No commentsLet’s Talk About…Me!
I am shy, so I talk about myself with difficulty, but I thought an introduction of sorts was in order, so here it is. I am female, in my early forties, and have worked, in chronological order, as a driving instructor, a factory assembler (during which time I was a Teamster), a laboratory technician for a shampoo company, a technical writer, a blackjack card counter, and a professional poker player. I failed miserably as a poker player, which was fortunate, because it brought me back to my first love, writing. I just went bust at poker in June, out at the 2007 World Series of Poker in Vegas. My boyfriend and I left with enough money to get home and pay our bills for a month or two. Without getting into too much detail about poker (I’ll save that for another post), I’d like to say that we didn’t go broke because we suck. I am a decent player and he is a stellar player. We had a bad run of luck that just didn’t turn around. He’s going to make another run at it as soon as he gets a bankroll put together. At least I hope he does. I am probably not. I enjoy poker, but I want to write.

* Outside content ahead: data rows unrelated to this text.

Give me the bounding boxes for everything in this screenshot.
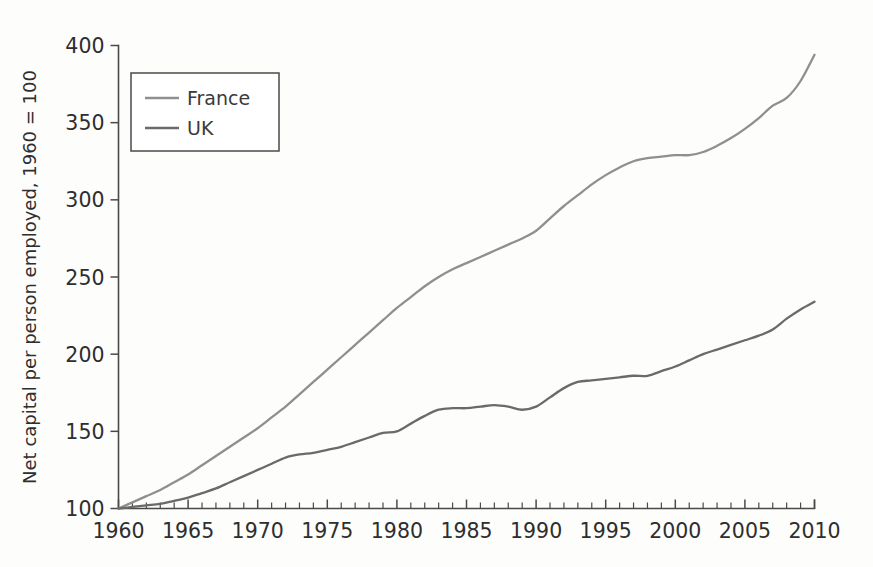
y-axis-label: Net capital per person employed, 1960 = … bbox=[19, 70, 40, 484]
x-tick-label: 1985 bbox=[440, 519, 492, 543]
x-tick-label: 1980 bbox=[371, 519, 423, 543]
line-chart: 1001502002503003504001960196519701975198… bbox=[0, 0, 873, 567]
x-tick-label: 1990 bbox=[510, 519, 562, 543]
legend-box bbox=[131, 73, 279, 151]
x-tick-label: 1965 bbox=[162, 519, 214, 543]
legend-label-uk: UK bbox=[187, 117, 214, 139]
y-tick-label: 200 bbox=[65, 343, 104, 367]
x-tick-label: 2005 bbox=[719, 519, 771, 543]
x-tick-label: 2010 bbox=[788, 519, 840, 543]
y-tick-label: 250 bbox=[65, 266, 104, 290]
x-tick-label: 2000 bbox=[649, 519, 701, 543]
y-tick-label: 350 bbox=[65, 111, 104, 135]
x-tick-label: 1995 bbox=[580, 519, 632, 543]
y-tick-label: 150 bbox=[65, 420, 104, 444]
x-tick-label: 1960 bbox=[92, 519, 144, 543]
y-axis-title: Net capital per person employed, 1960 = … bbox=[19, 70, 40, 484]
x-tick-label: 1975 bbox=[301, 519, 353, 543]
series-line-uk bbox=[119, 302, 815, 509]
x-tick-label: 1970 bbox=[232, 519, 284, 543]
legend-label-france: France bbox=[187, 87, 250, 109]
chart-legend: FranceUK bbox=[131, 73, 279, 151]
chart-figure: 1001502002503003504001960196519701975198… bbox=[0, 0, 873, 567]
y-tick-label: 100 bbox=[65, 497, 104, 521]
y-tick-label: 400 bbox=[65, 34, 104, 58]
y-tick-label: 300 bbox=[65, 188, 104, 212]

When we got home from Vegas, I flailed around for a few days, reluctant to update my tech writing resume as I don’t know if I can stomach another stint in corporate America. My internet research turned up a ton of non-technical writing work. But to get the work, you have to have some proven writing ability. A blog seems to be the easiest, cheapest, fastest way to showcase your writing talents. Thus, Brave New Kitty was born.
My other love is, for lack of a more eloquent term, human behavior. Everything about human development, human nature, and human relationships fascinates me. I am well read on psychology, philosophy, and spirituality. I decided that these are the things I want to write about for two reasons. The first is that I think I have something of value to share. The second is that writing about a topic is the best way to clarify and develop it in your mind. I can’t think of a better way to spend my time than focused on what really gets my motor running. I hope I can make money at it one way or another, but for now, my boyfriend is going to be the main breadwinner of the family. He’s been out of the work force for a few years too, as he was my cardcounting and poker partner, but he has ample skills to transition back in at a high level. That’s going to happen any day now.
Other stuff about me:
I am a sober person since 1992.
My favorite musicians are Bob Dylan (pre-1970), Cracker, Billy Bragg, and Steve Earle.
My favorite writer is Ken Wilber.
I like to meditate, but don’t do it regularly.
I love to travel, but I have never left North America.
I like to drive fast.
I have a very dark sense of humor.
I am not going to have children.
My two biggest peeves are probably bad driving and fundamentalist religion, not necessarily in that order.
I spend too much time playing video games.
I swear a lot.
I’ve been out of therapy for about 5 years now.
I am a very honest person, but will lie to spare someone’s feelings and occasionally because it’s easier than having a difficult conversation, but never to someone close to me.
I have a strong moral compass.
That’s about all the personal info I can share right now without feeling too exposed. It’s a weird sensation for me to hang my life out in cyberspace for all to see. Not that anyone’s looking, but nevertheless…Anyway, thanks for reading.